Onó
A cocktail-friendly Chihuahua sotol made by Maestro Sotolero Gerardo Ruelas in Aldama from 100% Dasylirion cedrosanum, bottled under the Laika Spirits label and imported to the United States by Skurnik.
At a glance
Onó is a sotol made by Maestro Sotolero Gerardo Ruelas at the Ruelas family distillery in Aldama, just northeast of the city of Chihuahua. The name "Onó" means "father" in the language of the Rarámuri (Tarahumara), the Indigenous people of the Sierra of Chihuahua for whom sotol has been a medicinal and ceremonial drink for centuries; in that usage it often points to a healer or spiritual leader. The bottle is brought to market under the Laika Spirits label and imported to the United States by Skurnik Wines & Spirits.
Onó is one of four distinct brands that all come out of the same Ruelas production stable in Aldama. The others are Coyote, Oro de Coyame, and La Higuera. They share a maker and a core method but are sold as separate brands, frequently built around a different species of the source plant. Onó's distinguishing trait is its single-species focus: it is made entirely from one desert-spoon species and positioned as the approachable, mixable member of the family.
One species: Dasylirion cedrosanum
Sotol is not an agave spirit. It is distilled from the heart of the Dasylirion genus, the desert-spoon plant, a botanical lineage separate from agave that grows wild across the Chihuahuan Desert. Onó is built entirely on Dasylirion cedrosanum, a slender species with narrow, finely toothed leaves, harvested in the valleys of the Coyame desert east of Aldama. In the wild it takes roughly twelve to fifteen years to reach harvest size.
Committing a whole label to a single species is itself an editorial choice. A reader can hold Onó against the Ruelas family's other species-led bottlings (the wheeleri of Oro de Coyame, the leiophyllum of Coyote) and taste how much of a sotol's character comes from the plant itself rather than the still. Tasting notes commonly recorded for Onó lean green and aromatic: fresh pine, citrus zest, herbs, and a mineral, slightly buttery body, a profile that reads cleanly in cocktails as well as neat.
How Onó is made
Onó follows the traditional Chihuahua artesanal method. The plants are pulled from the ground and stripped of their spiny leaves; the hearts (the piñasPiña: the trimmed heart of the plant, named for its pineapple-like shape once the leaves are cut away.) are roasted for about three days in an oven, then hand-ground with axes and knives. Fermentation runs five to seven days depending on the weather, on wild yeast, before the spirit is distilled. It is bottled as a single unaged (joven) expression, the clearest read on the cedrosanum plant.
High confidenceHigh confidence: the main claims on this page are backed by primary sources (regulatory documents, peer-reviewed research, or direct producer attestation) and have been verified against the editorial correction log.That Onó is made by Gerardo Ruelas in Aldama, Chihuahua, from 100% Dasylirion cedrosanum, bottled under the Laika Spirits label, and imported by Skurnik is stated consistently across the importer's own materials and independent tasting coverage. The role of Onó as Gerardo Ruelas's cocktail-oriented single-species label is the framing carried by the importer and the trade; this site reports it as such rather than as a neutral third party's verdict.Where Onó sits
Onó is the cocktail-friendly, single-species face of the Ruelas family's sotol. Within its own family it pairs naturally against the others as a controlled experiment in species: Oro de Coyame the high-volume wheeleri flagship, Coyote the older leiophyllum name, and La Higuera the explicit species-by-species showcase. In the wider Chihuahua landscape it sits in the traditional, copper-distilled half alongside the Jacquez family's Sotol Por Siempre and the Coyame bottlings of Flor del Desierto, distinguished mostly by its single-species discipline and its deliberate pitch toward the bar.
See also
Sotol
Mexico's Chihuahuan Desert spirit, distilled not from agave but from the Dasylirion genus. Protected as a Denomination of Origin since 2002 across Chihuahua, Coahuila, and Durango, governed by NOM-159-SCFI-2004, and at the center of a live cross-border IP dispute with Texas producers.
Dasylirion cedrosanum
Cedrosano Sotol
The heartland Dasylirion of the Sotol DO, legally named in the Mexican norm and widely considered the finest desert-spoon species for spirit.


• Your goal: From the entries that follow, copy each line in which "group" appears.

(Figure collection entries)
____________
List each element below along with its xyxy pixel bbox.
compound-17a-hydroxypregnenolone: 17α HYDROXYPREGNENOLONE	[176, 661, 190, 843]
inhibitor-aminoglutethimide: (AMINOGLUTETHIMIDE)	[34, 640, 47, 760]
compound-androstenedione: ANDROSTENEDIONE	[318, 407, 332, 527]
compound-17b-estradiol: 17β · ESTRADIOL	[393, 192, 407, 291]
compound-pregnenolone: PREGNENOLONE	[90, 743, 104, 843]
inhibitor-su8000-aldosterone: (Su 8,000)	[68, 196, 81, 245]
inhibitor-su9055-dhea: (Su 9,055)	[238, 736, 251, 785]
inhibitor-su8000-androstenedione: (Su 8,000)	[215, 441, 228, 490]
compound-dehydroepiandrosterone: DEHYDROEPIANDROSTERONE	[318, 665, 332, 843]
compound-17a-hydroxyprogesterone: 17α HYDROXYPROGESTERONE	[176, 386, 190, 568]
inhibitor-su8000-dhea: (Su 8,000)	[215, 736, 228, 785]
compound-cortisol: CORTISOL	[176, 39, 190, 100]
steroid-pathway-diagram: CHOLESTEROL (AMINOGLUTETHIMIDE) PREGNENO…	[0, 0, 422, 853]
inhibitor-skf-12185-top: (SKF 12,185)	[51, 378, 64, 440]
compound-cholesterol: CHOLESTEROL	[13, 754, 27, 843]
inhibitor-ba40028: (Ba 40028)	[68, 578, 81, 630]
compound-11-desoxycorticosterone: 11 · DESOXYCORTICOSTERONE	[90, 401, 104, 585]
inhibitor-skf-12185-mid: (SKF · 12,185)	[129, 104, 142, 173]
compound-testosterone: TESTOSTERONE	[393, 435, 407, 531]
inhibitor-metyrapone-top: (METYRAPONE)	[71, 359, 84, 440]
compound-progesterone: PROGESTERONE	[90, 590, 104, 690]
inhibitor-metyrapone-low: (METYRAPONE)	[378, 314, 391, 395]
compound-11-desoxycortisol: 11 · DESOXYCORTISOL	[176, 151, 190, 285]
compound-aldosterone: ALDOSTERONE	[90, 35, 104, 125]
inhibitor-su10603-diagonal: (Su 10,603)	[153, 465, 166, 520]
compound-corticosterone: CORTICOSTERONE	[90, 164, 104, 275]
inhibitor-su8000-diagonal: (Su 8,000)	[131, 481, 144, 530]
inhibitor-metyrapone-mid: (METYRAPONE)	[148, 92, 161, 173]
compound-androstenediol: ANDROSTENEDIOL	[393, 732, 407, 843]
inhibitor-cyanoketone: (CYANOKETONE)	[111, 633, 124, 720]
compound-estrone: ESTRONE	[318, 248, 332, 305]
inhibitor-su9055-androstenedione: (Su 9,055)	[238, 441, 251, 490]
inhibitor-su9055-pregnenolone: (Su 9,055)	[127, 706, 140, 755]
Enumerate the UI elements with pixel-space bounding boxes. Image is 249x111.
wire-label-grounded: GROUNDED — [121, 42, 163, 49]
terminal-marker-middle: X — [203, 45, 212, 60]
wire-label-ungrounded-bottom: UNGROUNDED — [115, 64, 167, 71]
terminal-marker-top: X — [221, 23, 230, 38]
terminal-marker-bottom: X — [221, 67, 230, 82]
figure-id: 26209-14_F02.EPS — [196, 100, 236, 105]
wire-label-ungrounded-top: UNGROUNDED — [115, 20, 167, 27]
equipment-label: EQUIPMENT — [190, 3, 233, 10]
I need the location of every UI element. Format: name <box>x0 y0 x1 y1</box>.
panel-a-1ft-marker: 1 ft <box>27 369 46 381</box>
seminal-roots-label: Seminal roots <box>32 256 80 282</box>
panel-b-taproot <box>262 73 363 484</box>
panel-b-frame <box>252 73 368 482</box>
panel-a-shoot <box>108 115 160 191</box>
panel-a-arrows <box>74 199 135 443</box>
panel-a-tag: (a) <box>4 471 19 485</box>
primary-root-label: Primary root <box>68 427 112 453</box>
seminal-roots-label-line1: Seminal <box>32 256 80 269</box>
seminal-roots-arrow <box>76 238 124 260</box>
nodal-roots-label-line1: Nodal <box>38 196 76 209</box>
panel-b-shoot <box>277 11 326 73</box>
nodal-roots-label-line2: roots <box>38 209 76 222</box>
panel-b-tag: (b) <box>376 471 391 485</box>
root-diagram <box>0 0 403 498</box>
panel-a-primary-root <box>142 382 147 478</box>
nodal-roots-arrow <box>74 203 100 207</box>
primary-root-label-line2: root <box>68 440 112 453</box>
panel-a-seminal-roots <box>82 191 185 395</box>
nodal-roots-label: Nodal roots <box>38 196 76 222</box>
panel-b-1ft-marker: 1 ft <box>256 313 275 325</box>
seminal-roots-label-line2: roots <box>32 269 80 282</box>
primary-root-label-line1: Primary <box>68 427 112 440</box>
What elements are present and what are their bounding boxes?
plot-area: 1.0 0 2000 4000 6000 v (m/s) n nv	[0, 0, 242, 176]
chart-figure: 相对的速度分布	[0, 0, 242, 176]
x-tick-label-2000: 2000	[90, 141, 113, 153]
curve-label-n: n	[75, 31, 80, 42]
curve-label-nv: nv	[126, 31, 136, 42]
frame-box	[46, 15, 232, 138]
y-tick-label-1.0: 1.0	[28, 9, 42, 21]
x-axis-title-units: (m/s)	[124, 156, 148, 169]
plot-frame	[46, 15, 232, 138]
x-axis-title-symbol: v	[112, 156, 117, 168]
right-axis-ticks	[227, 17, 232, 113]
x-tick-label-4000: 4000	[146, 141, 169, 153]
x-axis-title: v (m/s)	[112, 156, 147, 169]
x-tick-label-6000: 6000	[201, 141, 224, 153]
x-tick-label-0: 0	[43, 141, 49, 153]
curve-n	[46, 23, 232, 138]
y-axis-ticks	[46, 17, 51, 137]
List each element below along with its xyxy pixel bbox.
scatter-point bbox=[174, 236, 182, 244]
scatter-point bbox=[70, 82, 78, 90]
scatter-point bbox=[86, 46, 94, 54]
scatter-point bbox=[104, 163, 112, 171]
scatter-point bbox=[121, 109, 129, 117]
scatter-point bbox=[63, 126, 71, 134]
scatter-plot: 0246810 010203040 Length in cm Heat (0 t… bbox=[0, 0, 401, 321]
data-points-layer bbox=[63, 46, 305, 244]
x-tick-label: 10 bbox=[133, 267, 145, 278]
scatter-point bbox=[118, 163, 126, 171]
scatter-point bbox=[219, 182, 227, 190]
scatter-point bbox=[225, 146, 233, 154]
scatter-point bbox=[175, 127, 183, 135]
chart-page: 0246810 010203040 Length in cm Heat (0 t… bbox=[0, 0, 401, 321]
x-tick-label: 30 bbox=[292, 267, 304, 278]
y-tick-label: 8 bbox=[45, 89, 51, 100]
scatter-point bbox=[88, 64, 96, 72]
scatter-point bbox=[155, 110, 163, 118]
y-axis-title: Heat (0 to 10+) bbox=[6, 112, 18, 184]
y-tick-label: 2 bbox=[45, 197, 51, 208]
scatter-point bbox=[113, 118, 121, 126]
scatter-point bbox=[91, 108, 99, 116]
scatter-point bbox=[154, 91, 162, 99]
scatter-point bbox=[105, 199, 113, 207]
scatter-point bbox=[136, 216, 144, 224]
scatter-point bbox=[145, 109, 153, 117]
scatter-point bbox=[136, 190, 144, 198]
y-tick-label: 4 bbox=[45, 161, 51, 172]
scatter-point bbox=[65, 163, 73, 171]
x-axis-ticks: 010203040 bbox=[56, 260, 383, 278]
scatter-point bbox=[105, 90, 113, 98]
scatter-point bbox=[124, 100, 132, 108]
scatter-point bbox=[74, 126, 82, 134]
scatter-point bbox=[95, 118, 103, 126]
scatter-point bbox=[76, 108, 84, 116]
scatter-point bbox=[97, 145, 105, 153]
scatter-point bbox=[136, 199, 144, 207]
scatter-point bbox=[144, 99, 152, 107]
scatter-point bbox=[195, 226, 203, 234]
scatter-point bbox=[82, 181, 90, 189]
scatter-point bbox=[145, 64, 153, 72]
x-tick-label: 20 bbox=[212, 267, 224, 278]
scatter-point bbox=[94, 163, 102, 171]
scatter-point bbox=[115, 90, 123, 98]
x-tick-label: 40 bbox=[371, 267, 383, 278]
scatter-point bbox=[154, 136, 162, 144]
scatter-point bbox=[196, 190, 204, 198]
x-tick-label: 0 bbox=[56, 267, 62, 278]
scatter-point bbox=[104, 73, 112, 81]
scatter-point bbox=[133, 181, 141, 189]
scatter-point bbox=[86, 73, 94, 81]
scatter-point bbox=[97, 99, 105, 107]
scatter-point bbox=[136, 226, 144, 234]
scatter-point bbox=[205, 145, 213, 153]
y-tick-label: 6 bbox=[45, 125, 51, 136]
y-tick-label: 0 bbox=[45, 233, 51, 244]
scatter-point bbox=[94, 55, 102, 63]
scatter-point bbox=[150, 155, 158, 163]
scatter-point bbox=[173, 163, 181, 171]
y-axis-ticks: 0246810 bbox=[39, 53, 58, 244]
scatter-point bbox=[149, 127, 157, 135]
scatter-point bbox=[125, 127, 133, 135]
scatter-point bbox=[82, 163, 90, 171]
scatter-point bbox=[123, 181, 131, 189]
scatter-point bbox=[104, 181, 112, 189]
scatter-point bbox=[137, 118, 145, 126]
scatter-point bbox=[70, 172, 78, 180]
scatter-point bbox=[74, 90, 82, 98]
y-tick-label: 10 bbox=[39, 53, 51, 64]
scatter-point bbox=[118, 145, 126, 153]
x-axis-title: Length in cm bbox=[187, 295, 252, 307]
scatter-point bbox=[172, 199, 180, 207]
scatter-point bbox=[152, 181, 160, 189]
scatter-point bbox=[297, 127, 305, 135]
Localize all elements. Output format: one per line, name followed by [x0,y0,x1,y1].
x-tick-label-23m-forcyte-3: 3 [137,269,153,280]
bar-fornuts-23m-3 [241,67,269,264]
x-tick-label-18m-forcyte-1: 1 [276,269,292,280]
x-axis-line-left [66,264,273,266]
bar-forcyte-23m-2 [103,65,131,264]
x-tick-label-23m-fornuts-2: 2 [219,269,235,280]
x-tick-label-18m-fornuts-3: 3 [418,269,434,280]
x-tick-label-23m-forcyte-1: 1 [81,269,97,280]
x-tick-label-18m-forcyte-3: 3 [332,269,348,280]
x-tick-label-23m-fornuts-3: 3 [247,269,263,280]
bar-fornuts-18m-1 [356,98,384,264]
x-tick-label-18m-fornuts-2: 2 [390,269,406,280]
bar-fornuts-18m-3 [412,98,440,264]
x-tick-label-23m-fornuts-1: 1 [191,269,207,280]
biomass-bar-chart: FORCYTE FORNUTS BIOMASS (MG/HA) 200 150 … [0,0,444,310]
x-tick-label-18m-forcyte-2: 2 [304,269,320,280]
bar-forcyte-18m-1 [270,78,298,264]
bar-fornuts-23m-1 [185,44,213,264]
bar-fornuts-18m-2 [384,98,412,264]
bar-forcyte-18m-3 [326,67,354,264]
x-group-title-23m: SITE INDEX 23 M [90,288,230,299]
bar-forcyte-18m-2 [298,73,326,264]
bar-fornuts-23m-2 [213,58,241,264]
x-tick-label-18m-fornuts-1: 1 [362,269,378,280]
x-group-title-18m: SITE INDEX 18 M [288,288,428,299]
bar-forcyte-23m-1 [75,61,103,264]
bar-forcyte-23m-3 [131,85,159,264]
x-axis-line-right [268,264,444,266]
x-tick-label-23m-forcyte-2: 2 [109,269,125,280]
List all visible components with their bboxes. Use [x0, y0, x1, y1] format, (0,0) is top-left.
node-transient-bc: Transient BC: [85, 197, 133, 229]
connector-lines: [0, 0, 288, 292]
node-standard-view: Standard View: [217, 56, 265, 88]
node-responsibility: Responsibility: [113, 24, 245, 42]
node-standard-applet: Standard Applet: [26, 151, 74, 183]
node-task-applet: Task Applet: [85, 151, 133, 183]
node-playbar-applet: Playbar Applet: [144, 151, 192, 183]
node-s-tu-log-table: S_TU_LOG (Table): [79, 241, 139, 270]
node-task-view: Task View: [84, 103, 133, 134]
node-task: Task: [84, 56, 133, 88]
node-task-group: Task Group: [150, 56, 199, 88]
____________
• Finished exercise:
x-group-title-23m: SITE INDEX 23 M [90,288,230,299]
x-group-title-18m: SITE INDEX 18 M [288,288,428,299]
node-task-group: Task Group: [150, 56, 199, 88]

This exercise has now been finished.